Both Milo and Artemis have joined me in the living room tonight (this morning?).  Milo curls up next to me as Artemis patrols.  This is their MO when I can’t sleep, almost like a stand in — if sleep would rather hiss at you, we’ll come to you instead.  We’ll stand guard during this vulnerable hour.

I still want to know: why the disruption?  Am I to blame the full moon?  The confluence of recent events that outright convince me that a higher power is at play?  Is this a growing pain the same way a child’s calves cramp up as their legs get longer, stronger, better?

Like so many things — will I ever actually find out?  Or am I stuck staring into the mirror and seeing what little details I can pick out in the distance?

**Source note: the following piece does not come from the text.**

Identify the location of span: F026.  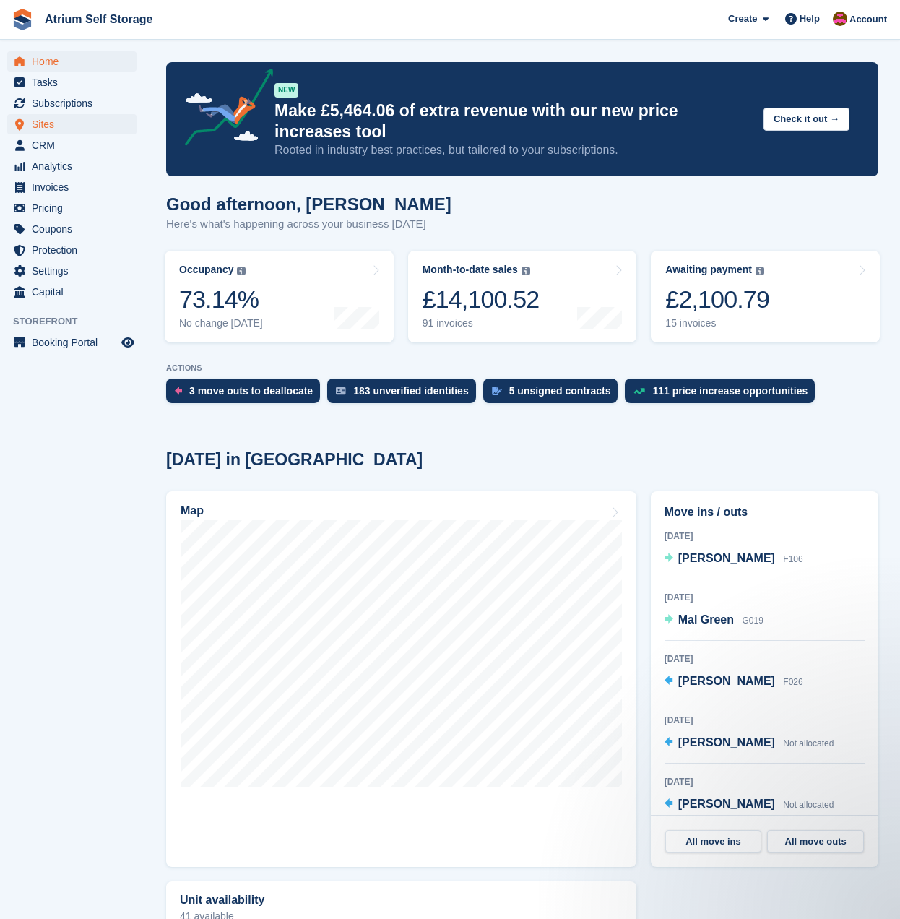
(792, 682).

There’s a book I’m reading right now about the Four Agreements.  The book starts off with a story about a man from 3,000 years ago, who, in a dream, leaves his body and realizes that we’re all made of stars, and that stars are not made up of light so much as they reflect it.  And, likewise, our beings, our bodies, our lives, are reflections of that light — reflecting our true source, our unified spirit.  Reflecting each other.

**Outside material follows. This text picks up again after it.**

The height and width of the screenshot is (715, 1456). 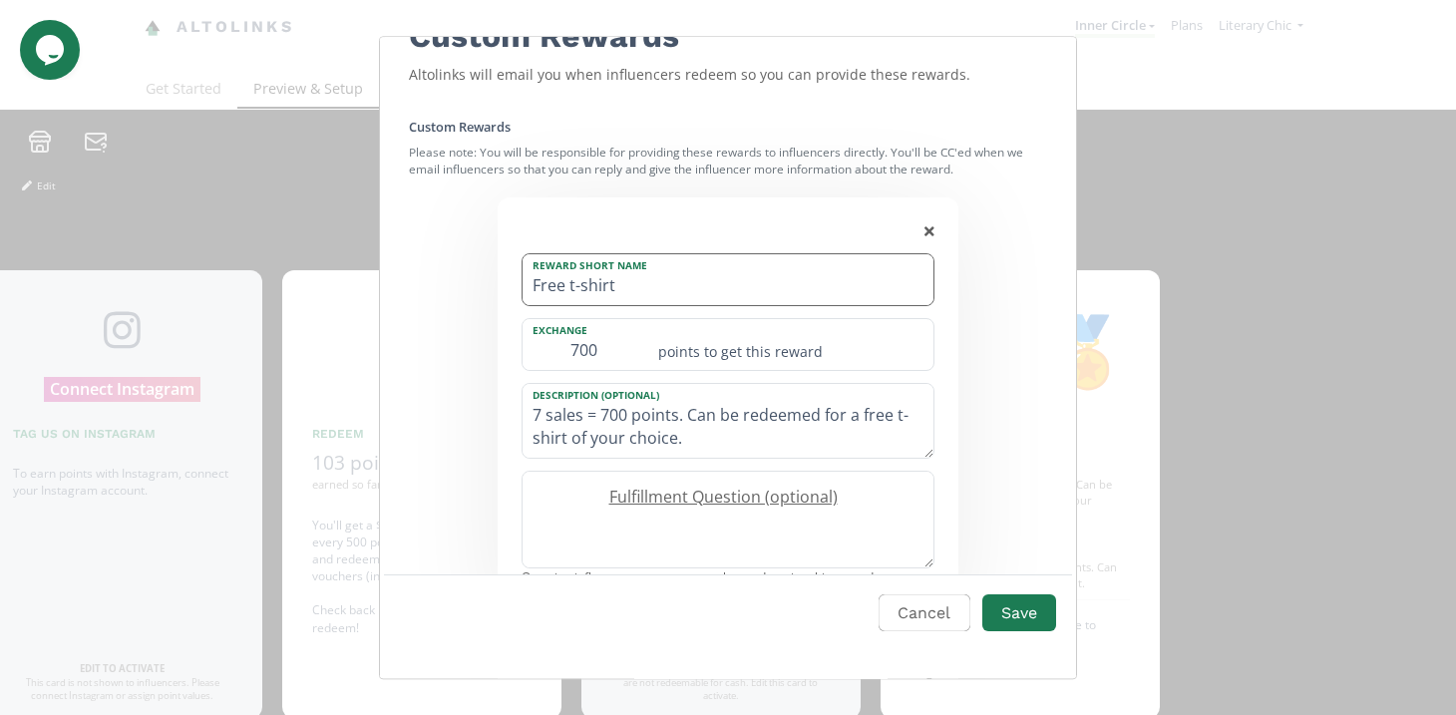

The sentiment alone makes me want to cry, but the actual sensation — the physical understanding and belief in such a thing — transcends feelings to the point that even the most violent sob wouldn’t assuage it.

The day after I read that story about the dream (and found myself carrying it around like a needed backpack) I opened my notebook of quotes to this:

The sun shines down, and its image reflects in a thousand different pots filled with water.  The reflections are many, but they are each reflecting the same sun.  Similarly, when we come to know who we truly are, we will see ourselves in all people.”

I always end my yoga classes with a quote, and I usually try to open the notebook to a random page — let happenstance and the powers that be direct me to what quote is needed.  Perhaps it’s because my soul had been stirring for weeks — and the sleep has been so hard to come by — but I nearly burst into tears when I eyes fall upon it.

It’s all reflections.  All of it.  And I’m just loopy, exhausted, mystical, crazy, enlightened, enraptured enough to believe it.